Police pilot new roadside fingerprint tests in Bedfordshire

Police test roadside fingerprinting

Police test roadside fingerprinting

Motorists in ten areas across the country could have their fingerprints taken and read by police at the roadside as part of a new trial beginning today.

Project Lantern, which is being launched in Luton in Bedfordshire, aims to speed up the checks on suspects for motoring offences and could save more than £2.2 million a year.

Currently, about 60 per cent of drivers stopped do not give their real identity, but a new hand-held electronic fingerprint reader would allow officers to check someone’s profile against a national database within five minutes.

It scans a person’s index fingers and sends an encrypted wireless transmission to the database, which holds about 6.5 million fingerprints, to identify possible matches.

“This trial represents an important step forward in our commitment to ensuring we have an effective and efficient police service fully equipped for the challenges of modern policing,” said police minister Tony McNulty.

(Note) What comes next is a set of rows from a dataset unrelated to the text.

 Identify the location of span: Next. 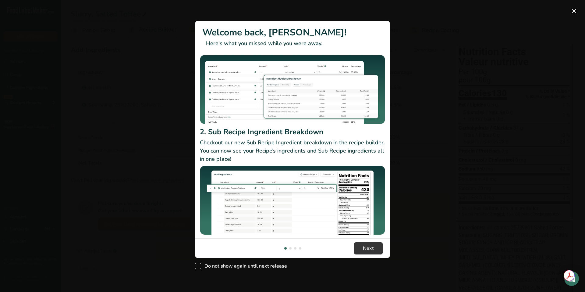
(368, 248).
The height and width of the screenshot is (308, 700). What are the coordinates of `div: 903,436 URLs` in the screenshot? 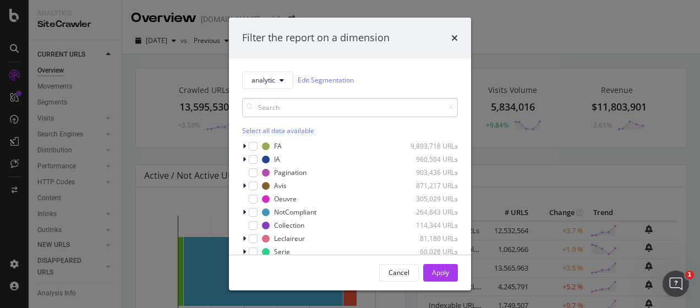 It's located at (431, 172).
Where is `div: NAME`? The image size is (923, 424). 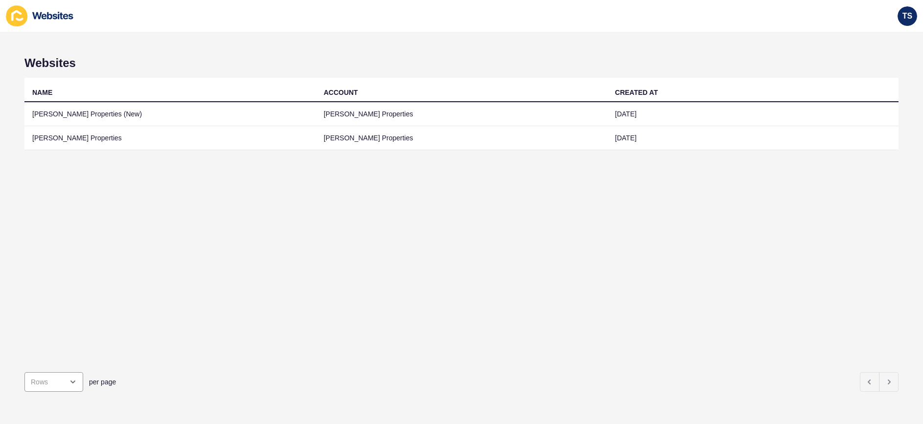
div: NAME is located at coordinates (42, 92).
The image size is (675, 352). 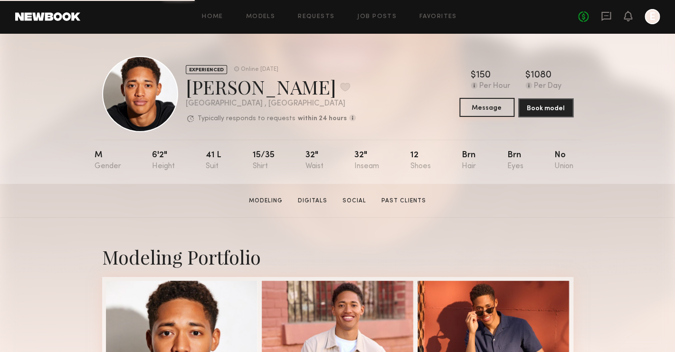 What do you see at coordinates (313, 201) in the screenshot?
I see `a: Digitals` at bounding box center [313, 201].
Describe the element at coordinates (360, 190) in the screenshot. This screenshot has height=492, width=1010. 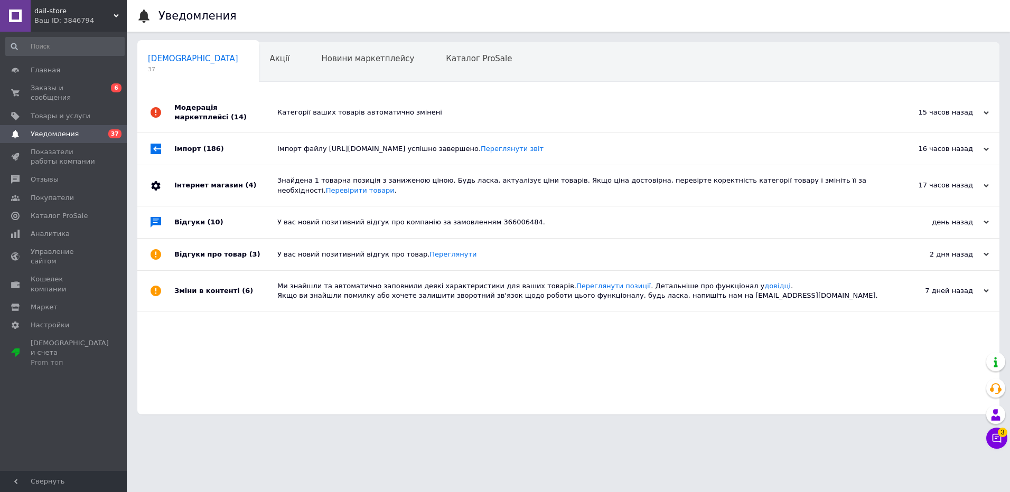
I see `a: Перевірити товари` at that location.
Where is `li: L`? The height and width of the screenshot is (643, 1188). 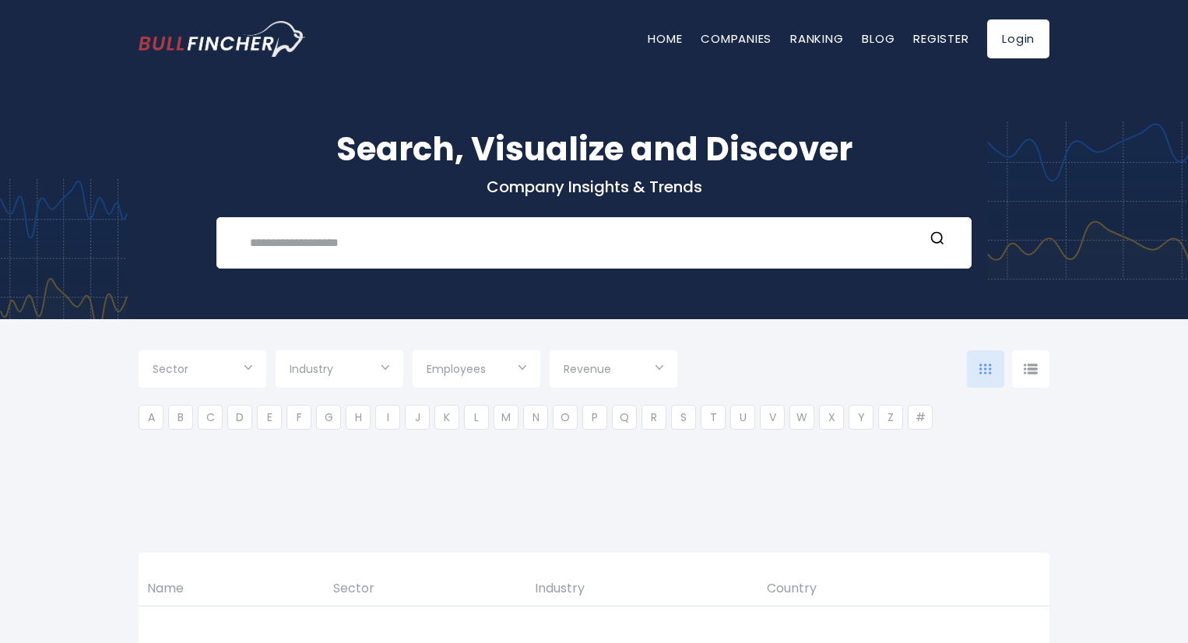
li: L is located at coordinates (476, 417).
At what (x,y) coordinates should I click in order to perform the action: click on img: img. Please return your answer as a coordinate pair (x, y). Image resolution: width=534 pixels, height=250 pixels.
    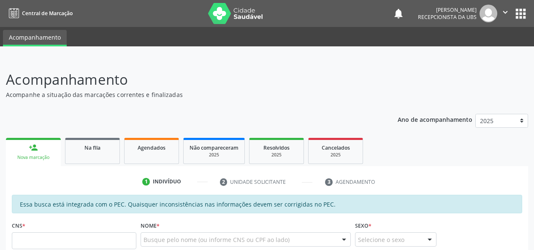
    Looking at the image, I should click on (488, 14).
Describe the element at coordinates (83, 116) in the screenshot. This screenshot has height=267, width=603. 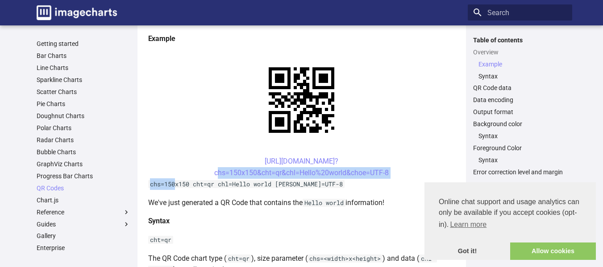
I see `a: Doughnut Charts` at that location.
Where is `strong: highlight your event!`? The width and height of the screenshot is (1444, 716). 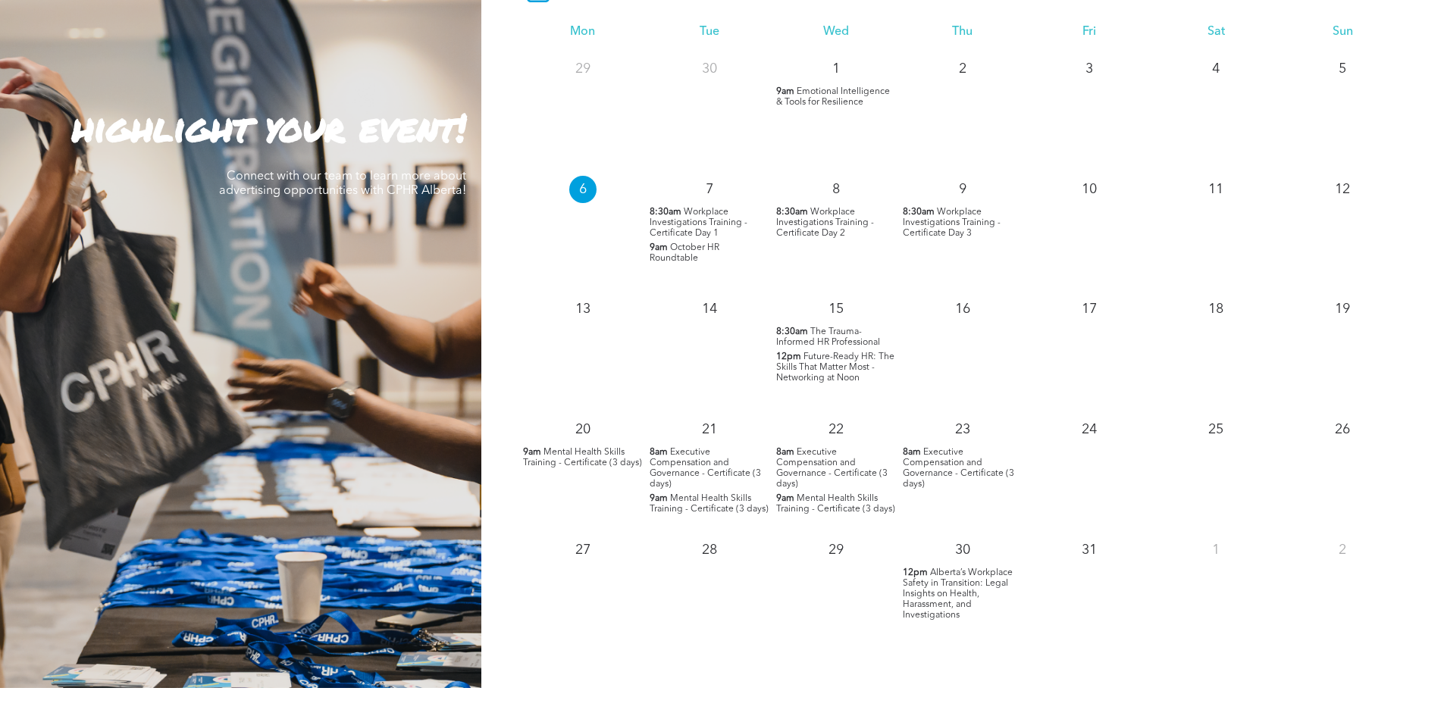 strong: highlight your event! is located at coordinates (269, 127).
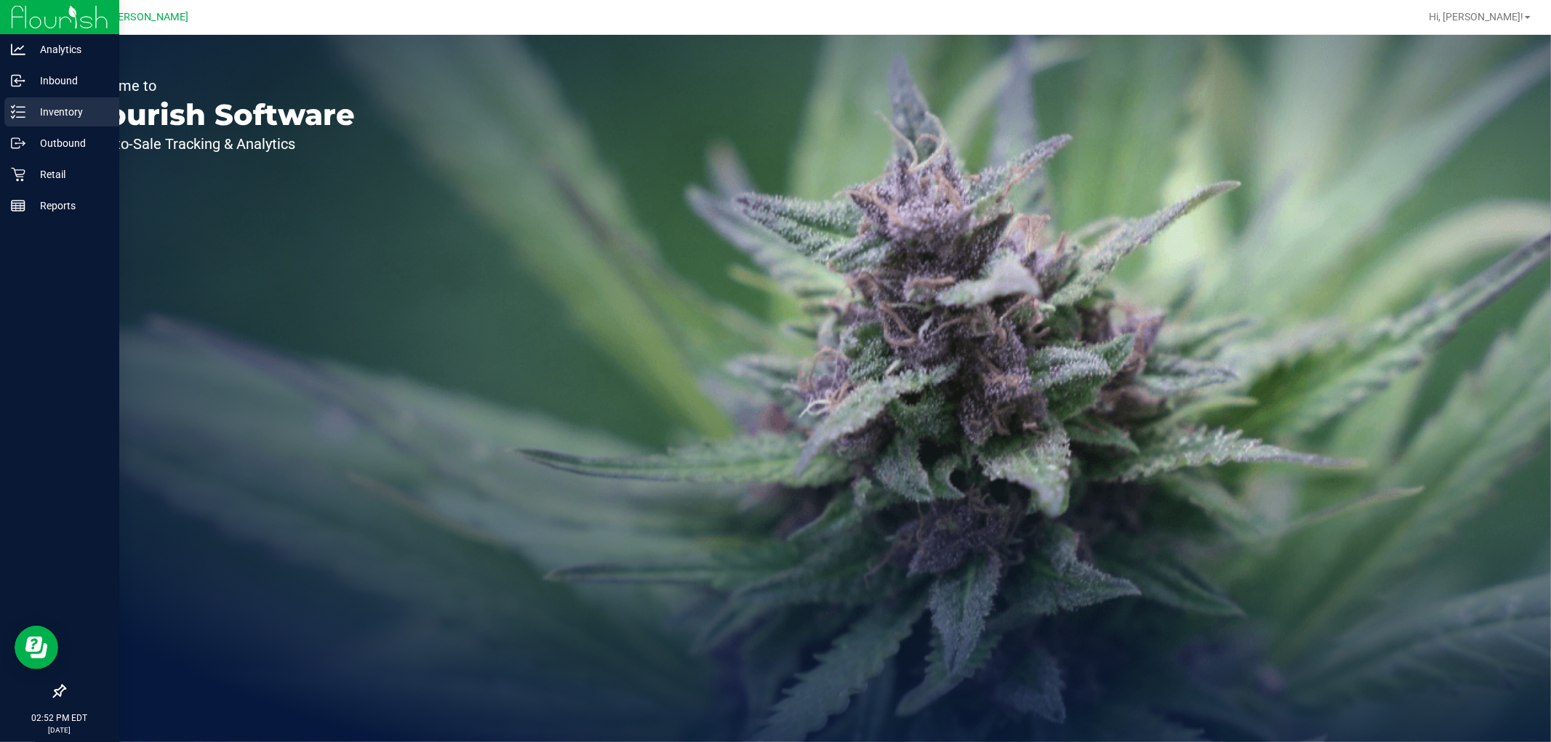  What do you see at coordinates (217, 86) in the screenshot?
I see `p: Welcome to` at bounding box center [217, 86].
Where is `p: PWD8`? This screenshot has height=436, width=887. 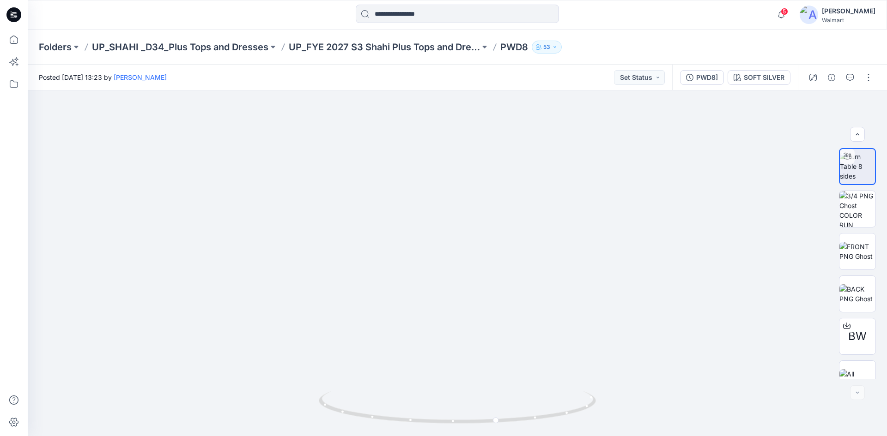
p: PWD8 is located at coordinates (514, 47).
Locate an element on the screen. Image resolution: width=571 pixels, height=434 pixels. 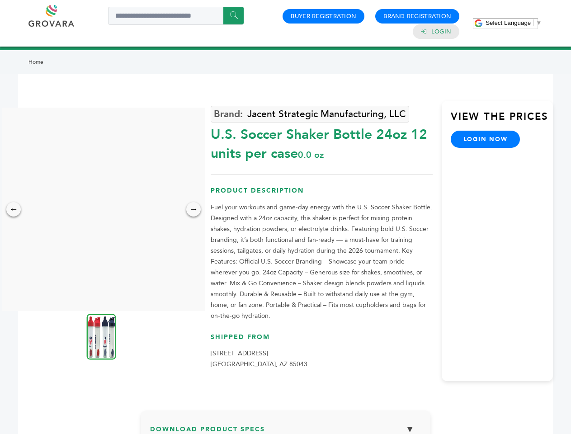
span: Select Language is located at coordinates (508, 23).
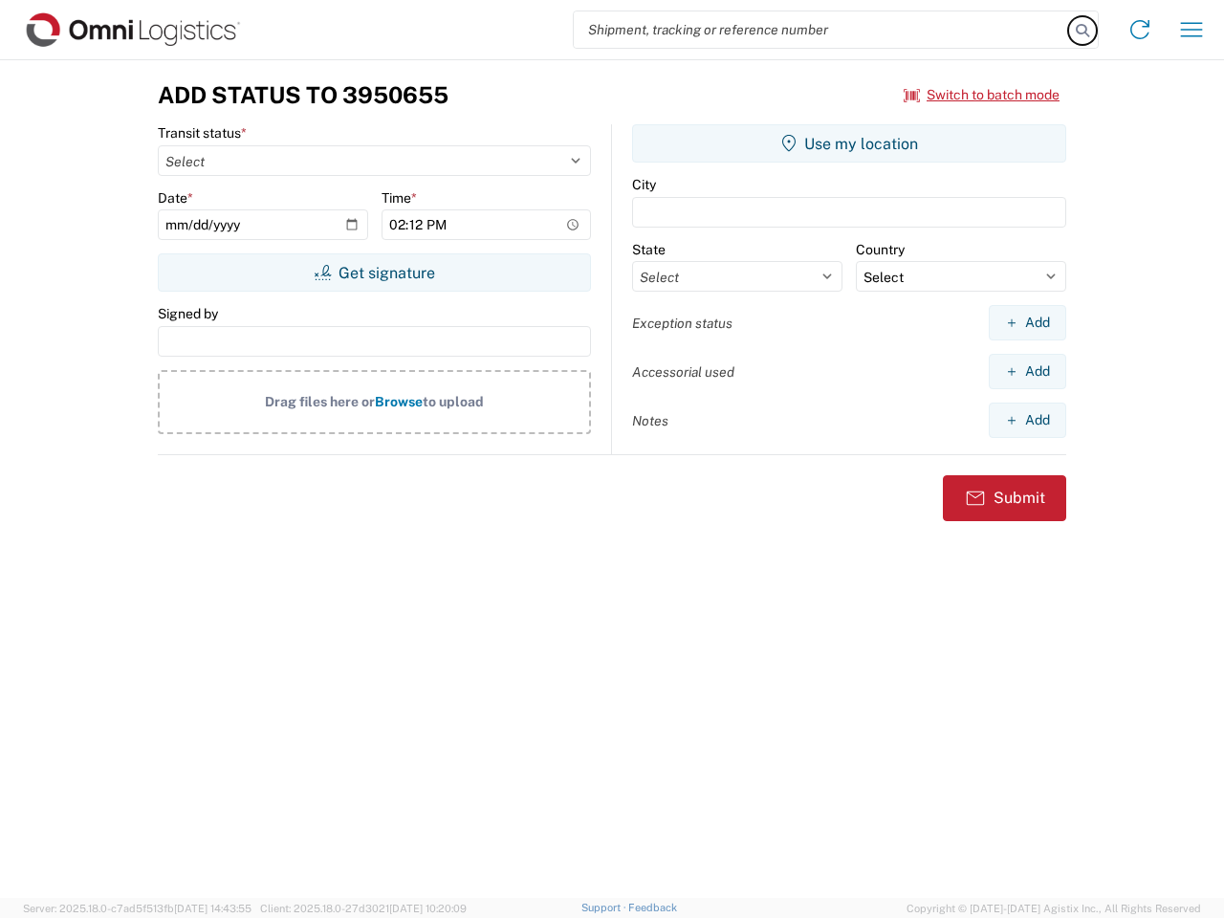  Describe the element at coordinates (682, 323) in the screenshot. I see `label: Exception status` at that location.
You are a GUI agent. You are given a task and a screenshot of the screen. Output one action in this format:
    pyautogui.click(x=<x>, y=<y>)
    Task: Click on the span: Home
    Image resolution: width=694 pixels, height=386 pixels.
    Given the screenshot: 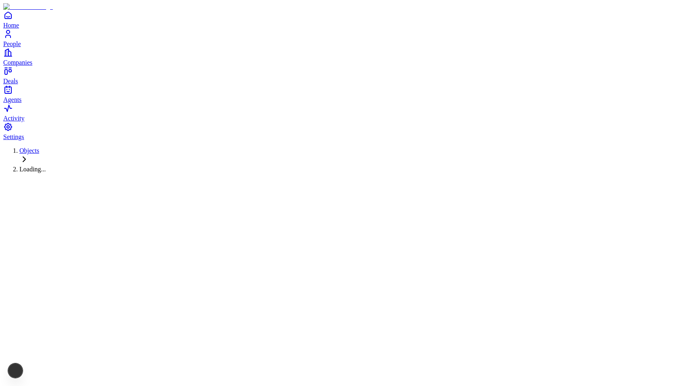 What is the action you would take?
    pyautogui.click(x=11, y=25)
    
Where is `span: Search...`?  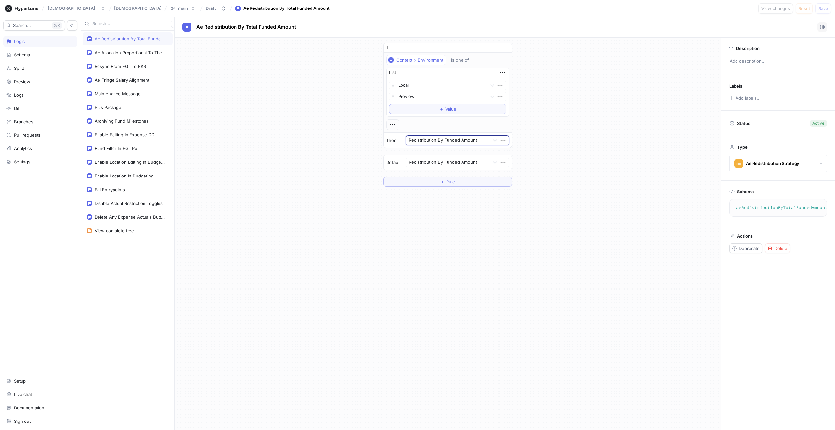 span: Search... is located at coordinates (22, 25).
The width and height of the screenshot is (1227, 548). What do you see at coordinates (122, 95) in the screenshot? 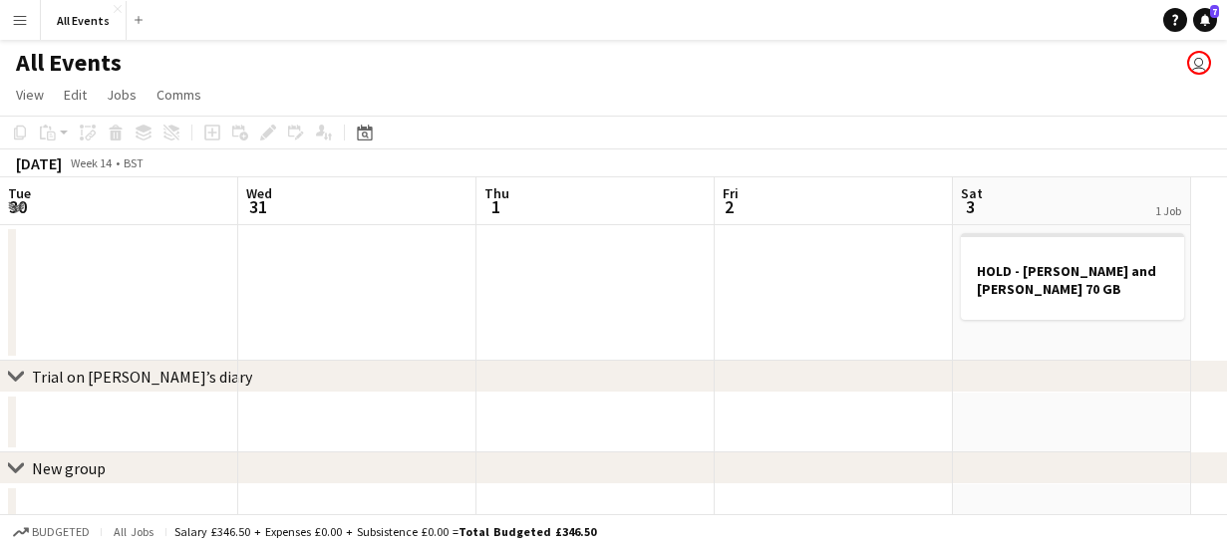
I see `a: Jobs` at bounding box center [122, 95].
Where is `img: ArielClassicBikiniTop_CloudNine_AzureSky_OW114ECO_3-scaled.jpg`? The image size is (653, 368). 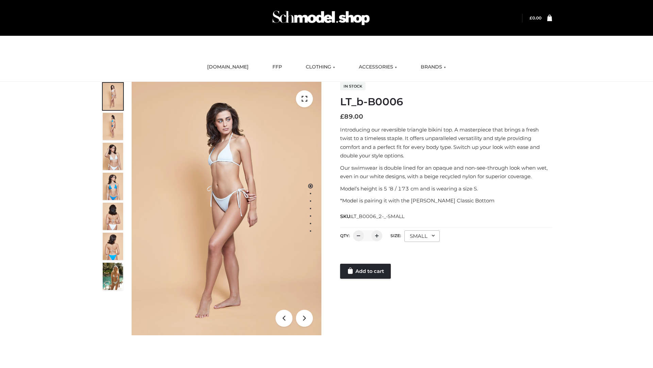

“The new technology will speed up the time it takes for police to identify individuals at the roadside, enabling them to spend more time on the frontline and reducing any inconvenience for innocent members of the public.”

Under current proposals, which will be rolled out to nine other police forces including London in the next two months, motorists would be able to choose whether to give their fingerprints to police officers.

However, civil liberties groups have already expressed concern that if the trials are rolled out nationally, the law could be changed to make it compulsory. There are also fears that prints may be kept on the national database whether someone is guilty or not.

The first forces to use the new fingerprint readers would be those working in the automatic number plate recognition teams. They look for “vehicles of interest” which may have been used in crimes, are unsafe or uninsured.

As well as in Bedfordshire, the trials will be carried out by the British Transport Police, the Metropolitan police, and in Essex, Hertfordshire, Lancashire, North Wales, Northamptonshire, West Midlands and West Yorkshire.